Moderator: Peter Burris
Analyst: David Floyer
For many years storage security was seen primarily as managing physical security for storage devices and media from unauthorized access or theft. Storage security was carried on largely in isolation, with little reference to security efforts at the application or network levels. While physical security remains important, particularly in the era of increasingly small and portable storage media, the development of pervasive networking has changed the nature of the threat and made integration of storage with network and application security vital.
In recent years emphasis has shifted from physical to logical security, with the new concerns of protecting data as it crosses the network and preventing unauthorized access from outside either by individuals (hacker penetration) or logical devices (viruses, worms and key loggers) predominating the security discussion. However, this is only part of the security picture; in fact, 90% of data security exposure originates not outside the organization but inside, with individuals who use legitimate access for legitimate activities. An adequate storage security plan must recognize this and take both logical and physical threats into account. It must also recognize that total security is impossible to achieve while providing the data access the organization requires to operate. Thus the correct security approach is to quantify the amount of risk the organization can tolerate and then provide security that reduces the exposure to that risk level, recognizing that breaches will still be possible.
The natural reaction to this realization is to want to encrypt every piece of data. While this would certainly provide excellent protection against unauthroized access, it comes at a high cost that makes this simple plan impractical. Encryption and decryption of large amounts of data adds a tremendous processing load to servers. Also deduplication and compression is impossible once data is encrypted, driving huge growth in storage requirements. Also, it does nothing to diminish the security exposure from individuals with legitimate access to the data, who have access to the encryption keys.
It is therefore imperative that storage security administrators adopt a risk mitigation approach to security, classifying different data pools according to their exposure, determining the degree of security that each data pool requires, and building appropriate security methods into the procedures for handling that data pool. At the one end, public data -- for instance data describing products and the company, itself, and for publicly held companies, quarterly and annual reports -- requires only low levels of access control, and security needs to focus on preventing unauthorized changes to the material. On the other end of the scale, corporate financial data, information on products under development, and data such as personally identifiable medical information for which access is tightly regulated by law, require very high levels of read as well as access and write security.
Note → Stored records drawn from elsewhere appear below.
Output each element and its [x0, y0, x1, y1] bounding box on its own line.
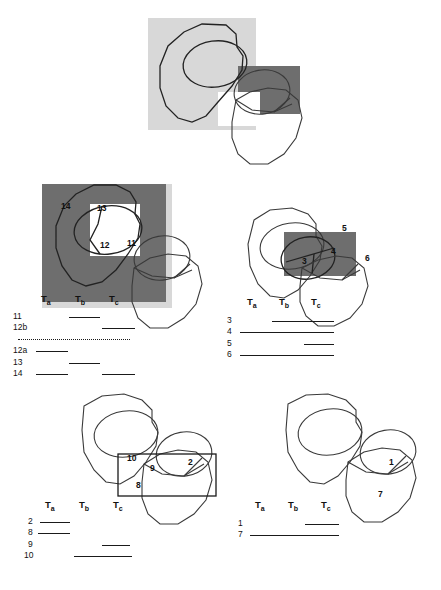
callout-6: 6 [365, 254, 370, 263]
axis-label-tb: Tb [279, 297, 289, 309]
range-bar-5 [304, 344, 334, 345]
row-label-10: 10 [24, 551, 33, 560]
chart-bottom-right: Ta Tb Tc 1 7 [238, 500, 368, 560]
callout-14: 14 [61, 202, 70, 211]
range-bar-6 [240, 355, 334, 356]
chart-bottom-left: Ta Tb Tc 2 8 9 10 [24, 500, 154, 570]
callout-4: 4 [331, 247, 336, 256]
callout-11: 11 [127, 239, 136, 248]
row-label-6: 6 [227, 350, 232, 359]
range-bar-9 [102, 545, 130, 546]
row-label-11: 11 [13, 312, 22, 321]
range-bar-10 [74, 556, 132, 557]
row-label-5: 5 [227, 339, 232, 348]
upper-ellipse-outline [91, 407, 161, 461]
axis-label-tc: Tc [109, 294, 119, 306]
row-label-3: 3 [227, 316, 232, 325]
range-bar-12b [102, 328, 135, 329]
range-bar-1 [305, 524, 339, 525]
callout-2: 2 [188, 458, 193, 467]
callout-1: 1 [389, 458, 394, 467]
range-bar-14-a [36, 374, 68, 375]
figure-root: 14 13 12 11 Ta Tb Tc 11 12b 12a 13 14 [0, 0, 441, 590]
top-panel [140, 14, 320, 179]
axis-label-tb: Tb [75, 294, 85, 306]
callout-10: 10 [127, 454, 136, 463]
axis-label-ta: Ta [247, 297, 257, 309]
top-panel-graphic [140, 14, 320, 179]
upper-ellipse-outline [295, 405, 365, 459]
axis-label-tc: Tc [113, 500, 123, 512]
range-bar-14-b [102, 374, 135, 375]
axis-label-ta: Ta [41, 294, 51, 306]
range-bar-7 [250, 535, 339, 536]
row-label-1: 1 [238, 519, 243, 528]
range-bar-13 [69, 363, 100, 364]
chart-middle-right: Ta Tb Tc 3 4 5 6 [227, 297, 352, 377]
callout-5: 5 [342, 224, 347, 233]
range-bar-3 [272, 321, 334, 322]
axis-label-tc: Tc [321, 500, 331, 512]
chart-middle-left: Ta Tb Tc 11 12b 12a 13 14 [10, 294, 140, 386]
axis-label-tb: Tb [79, 500, 89, 512]
row-label-12a: 12a [13, 346, 27, 355]
row-label-7: 7 [238, 530, 243, 539]
row-label-8: 8 [28, 528, 33, 537]
callout-13: 13 [97, 204, 106, 213]
callout-9: 9 [150, 464, 155, 473]
row-label-2: 2 [28, 517, 33, 526]
row-label-13: 13 [13, 358, 22, 367]
chart-divider [18, 339, 130, 340]
axis-label-tb: Tb [288, 500, 298, 512]
callout-12: 12 [100, 241, 109, 250]
upper-body-outline [82, 394, 158, 484]
range-bar-4 [240, 332, 334, 333]
row-label-12b: 12b [13, 323, 27, 332]
range-bar-12a [36, 351, 68, 352]
axis-label-ta: Ta [45, 500, 55, 512]
white-inset-region [218, 92, 260, 126]
callout-8: 8 [136, 481, 141, 490]
upper-body-outline [286, 394, 362, 484]
row-label-14: 14 [13, 369, 22, 378]
range-bar-8 [38, 533, 70, 534]
callout-3: 3 [302, 257, 307, 266]
range-bar-2 [40, 522, 70, 523]
row-label-4: 4 [227, 327, 232, 336]
axis-label-tc: Tc [311, 297, 321, 309]
callout-7: 7 [378, 490, 383, 499]
row-label-9: 9 [28, 540, 33, 549]
axis-label-ta: Ta [255, 500, 265, 512]
range-bar-11 [69, 317, 100, 318]
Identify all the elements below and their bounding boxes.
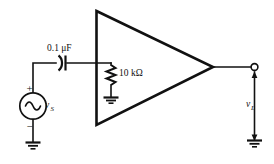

As a result, we see four basic classes to security for different sets of problems and data:
1. For go-to-jail data (e.g., medical records, product research information, customer account information) data encryption is an absolute requirement, both when it is being moved over the network and when stored on media. 2. Other data must be kept “in the clear”. However, audit technology should be applied to all storage pools, whether encrypted or not, to record who accesses what data when and who changes what data when, and both read and write access should be restricted as appropriate. That at least allows security personnel to determine who is responsible after an exposure or alteration is discovered, and at best allows security to employ pattern analysis to identify suspicious activity early and prevent exploits. 3. All automatic copying routines must be identified and either shut down or incorporated into the data security plan to ensure that proper security levels are maintained. Often data centers have low-level batch copy routines in place to move data from one application to another, or in some cases to share that data with business partners. The problem is that the application receiving the data may not operate at as high a security level as the data requires, while moving data outside the organization completely has obvious security implications. 4. On the physical side, data administrators must fully consider the implications of the increasing portability and plug-and-play characteristics of storage media such as tape and disk cartridges. We believe the best solution is for vendors to build RFID into their portable media cartridges, allowing IT to institute procedures based on those used by the large package movers (UPS, Federal Express, etc.) to track the movement of these devices.
It is also imperative that storage administrators remove artificial barriers between storage and network and application security to create a single, seamless security strategy across the enterprise. For instance, network security rather than storage security should control access to iSCSI ports on storage devices, while network and application security must recognize the specific needs of storage, for instance to audit all data access.
Action item: Storage administrators should regard security as an onion with multiple layers ranging from the physical up through logical, transport, etc. They should work with security administrators at other levels in IT and the organization at large, particularly application and network organizations in IT and physical security in the larger organization to develop a single integrated plan. This plan should provide the optimal levels of security to reduce threat exposure to the organization’s level of acceptable risk with minimum disruption to legitimate activities. This will allow storage security administrators to focus on the specific layers that fall primarily under their purview ensuring proper storage practices, starting at physical and moving out to more logical issues such as audit and data access.